(Assignment): From the line that includes "Find the location of a particular element." to the last line of the records that follow, copy every line exactly and nothing more, omitting pictures.

(Records):
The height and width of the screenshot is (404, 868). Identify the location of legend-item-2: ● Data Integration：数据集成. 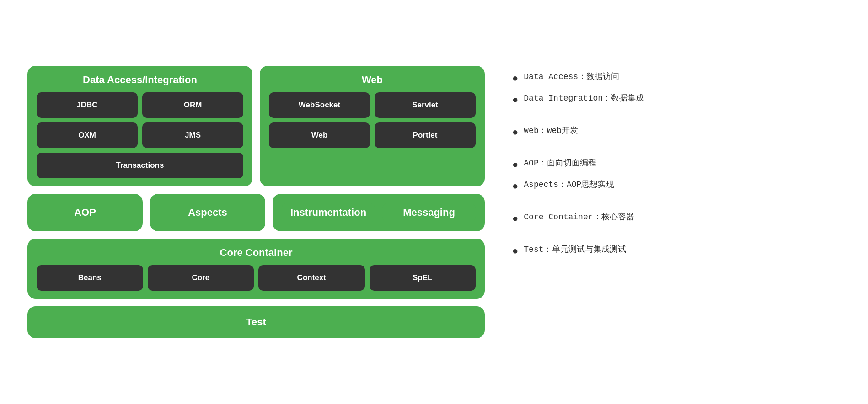
(676, 100).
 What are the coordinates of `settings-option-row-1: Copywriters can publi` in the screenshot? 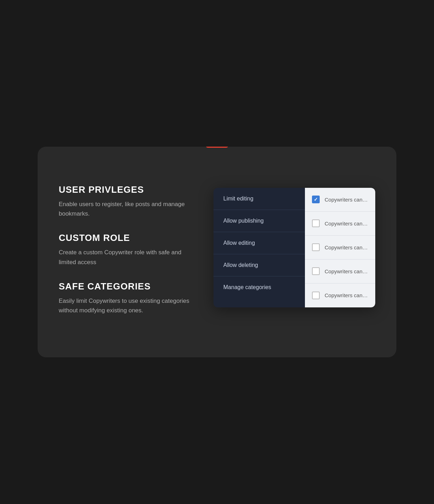 It's located at (340, 224).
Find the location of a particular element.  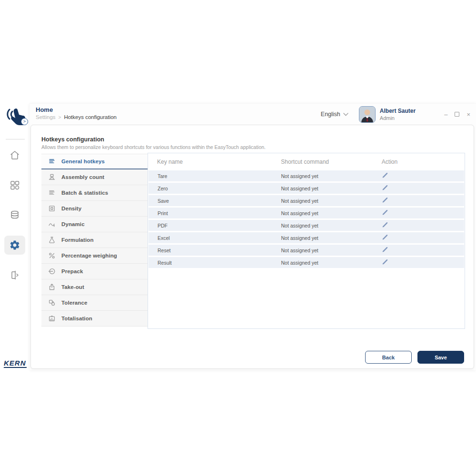

menu-item-label: Percentage weighing is located at coordinates (89, 256).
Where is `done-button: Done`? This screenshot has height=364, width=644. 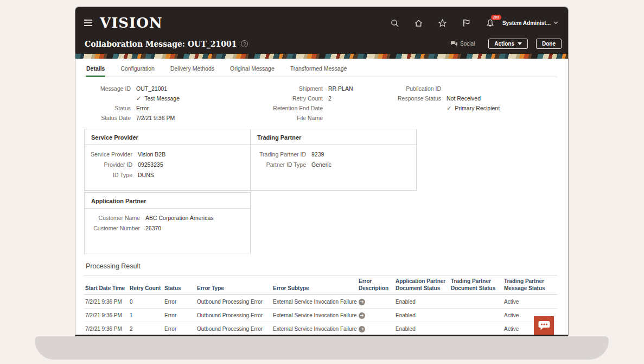
done-button: Done is located at coordinates (549, 43).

(Output of the task):
Find the location of a particular element.  

menu-item-label: Percentage weighing is located at coordinates (89, 256).
Where is `done-button: Done`? This screenshot has height=364, width=644. 
done-button: Done is located at coordinates (549, 43).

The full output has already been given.